Make A Law and Someone Will Break It

By Greg Huggins
Posted Mar 12th 2018 4:15AM

For every rule, there is a rule breaker. Pass a new regulation and someone will not abide. Enact a mandate and someone will not comply.

“Outlaw trucker” is a term widely used. Everyone in the transportation industry, for any length of time, has heard or used this term. As the name implies, it refers to a truck driver who bends, skirts, or flat out breaks the laws, regulations and/or mandates that govern the use of commercial vehicles on our highways. The outlaw trucker simply does whatever he or she feels is better for them regardless of how it affects other motorists, other's safety or our industry, until they are caught, if they are caught. The outlaw trucker has some history, it goes back many years. Before technology crept into the transportation industry, truckers ran largely on the honor system. Make no mistake, truckers had honor when it pertained to helping a fellow trucker or even those pesky four wheelers, but when it came to laws and regulations, many saw it as ”It's okay as long as no one knows” and “ I just need a little more time to get there and I will fix the log later”. Once technology found a place in the the trucker’s cab, there seemed to be a reversal of that honor system. Today, you rarely see one driver help another, but you can always find some watchers. Now with the ELD, the “extra time to get there” is gone, yet some drivers and organizations are fighting to return to the “outlaw style” paper log books. Even with the ELDs, many still look to find loopholes like buying an exempt truck or running local. With the newer “plug and play” portable ELDs, like phone and tablet apps, I wonder how many outlaw truckers now have several devices so they can still “choose a logbook with available hours”? It seems like a hard wired system would be more difficult to manipulate, whereas the phone and tablet models could be exchanged easily from one to another.
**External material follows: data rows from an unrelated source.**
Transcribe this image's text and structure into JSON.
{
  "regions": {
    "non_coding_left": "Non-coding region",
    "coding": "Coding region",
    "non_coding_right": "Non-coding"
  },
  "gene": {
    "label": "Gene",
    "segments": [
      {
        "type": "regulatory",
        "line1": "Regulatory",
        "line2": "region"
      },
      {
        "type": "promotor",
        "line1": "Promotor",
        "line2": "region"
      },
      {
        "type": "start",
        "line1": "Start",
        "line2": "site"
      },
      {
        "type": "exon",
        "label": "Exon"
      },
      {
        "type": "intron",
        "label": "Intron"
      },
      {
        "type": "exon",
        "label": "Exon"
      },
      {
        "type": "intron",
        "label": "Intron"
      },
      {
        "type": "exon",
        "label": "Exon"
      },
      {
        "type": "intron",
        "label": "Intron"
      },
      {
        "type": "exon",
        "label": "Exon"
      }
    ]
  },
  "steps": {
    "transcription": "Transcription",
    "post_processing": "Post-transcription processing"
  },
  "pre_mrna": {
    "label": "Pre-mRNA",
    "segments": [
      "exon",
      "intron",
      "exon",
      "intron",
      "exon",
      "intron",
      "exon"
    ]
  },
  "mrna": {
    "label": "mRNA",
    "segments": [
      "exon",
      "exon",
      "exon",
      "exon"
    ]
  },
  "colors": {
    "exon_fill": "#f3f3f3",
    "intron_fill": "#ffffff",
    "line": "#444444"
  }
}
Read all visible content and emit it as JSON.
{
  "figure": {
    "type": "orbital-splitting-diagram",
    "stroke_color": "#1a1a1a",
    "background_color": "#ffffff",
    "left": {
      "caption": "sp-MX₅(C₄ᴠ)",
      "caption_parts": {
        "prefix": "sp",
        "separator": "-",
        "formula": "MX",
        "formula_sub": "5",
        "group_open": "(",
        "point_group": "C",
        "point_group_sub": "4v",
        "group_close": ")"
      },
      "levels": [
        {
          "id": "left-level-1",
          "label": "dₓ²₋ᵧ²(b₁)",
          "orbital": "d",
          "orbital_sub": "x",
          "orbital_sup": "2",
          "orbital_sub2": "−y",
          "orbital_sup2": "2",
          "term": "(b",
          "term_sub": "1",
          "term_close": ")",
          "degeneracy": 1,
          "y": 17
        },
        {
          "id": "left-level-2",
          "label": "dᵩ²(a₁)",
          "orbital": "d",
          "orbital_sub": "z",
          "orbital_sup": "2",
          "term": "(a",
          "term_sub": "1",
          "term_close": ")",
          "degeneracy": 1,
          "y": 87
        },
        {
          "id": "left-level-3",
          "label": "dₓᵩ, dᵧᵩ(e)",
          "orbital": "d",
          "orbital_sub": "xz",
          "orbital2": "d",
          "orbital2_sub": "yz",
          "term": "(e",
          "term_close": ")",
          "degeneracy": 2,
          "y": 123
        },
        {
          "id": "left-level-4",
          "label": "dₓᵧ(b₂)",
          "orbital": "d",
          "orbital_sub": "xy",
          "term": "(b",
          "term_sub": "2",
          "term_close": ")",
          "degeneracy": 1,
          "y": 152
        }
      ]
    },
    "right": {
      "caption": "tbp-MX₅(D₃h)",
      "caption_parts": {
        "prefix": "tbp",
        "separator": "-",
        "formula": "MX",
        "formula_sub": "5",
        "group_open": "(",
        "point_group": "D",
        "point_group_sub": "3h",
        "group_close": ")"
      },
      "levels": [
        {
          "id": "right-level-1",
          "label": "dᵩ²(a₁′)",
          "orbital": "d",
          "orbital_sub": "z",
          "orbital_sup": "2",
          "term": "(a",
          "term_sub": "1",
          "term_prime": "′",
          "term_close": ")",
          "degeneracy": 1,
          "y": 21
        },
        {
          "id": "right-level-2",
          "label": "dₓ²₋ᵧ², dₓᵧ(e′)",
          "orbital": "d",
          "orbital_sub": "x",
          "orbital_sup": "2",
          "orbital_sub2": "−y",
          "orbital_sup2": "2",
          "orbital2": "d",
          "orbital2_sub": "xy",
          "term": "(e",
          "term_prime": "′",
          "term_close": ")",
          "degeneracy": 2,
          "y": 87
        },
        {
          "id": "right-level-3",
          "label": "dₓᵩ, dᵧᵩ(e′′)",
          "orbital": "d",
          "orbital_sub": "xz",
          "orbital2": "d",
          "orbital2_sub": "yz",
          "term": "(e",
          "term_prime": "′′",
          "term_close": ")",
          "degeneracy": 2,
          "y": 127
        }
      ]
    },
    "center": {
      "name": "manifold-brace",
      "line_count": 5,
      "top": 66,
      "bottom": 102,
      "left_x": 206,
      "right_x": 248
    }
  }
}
Then just as on paper logs, create a new 7 day prior and continue on. Laws, regulations and mandates are useless without enforcement.

Does it seem funny to anyone else that we have the term “outlaw” trucker? Has anyone ever heard of a Renegade Retailer? A Desperado Dry Cleaner? A Villainous Valet? A Miscreant Manager? A Hoodlum Hairstylist? A Marauding Machinist? If you have, did they wear the title as a Badge of Honor? Probably not, but a number of drivers have embraced the black eye of the transportation industry known as the “outlaw” truck driver.

Slowly our industry is reducing the number of outlaw truckers, but will the outlaw or the stigma ever go away? Probably not, as the title of this article says, make a law and someone will break it.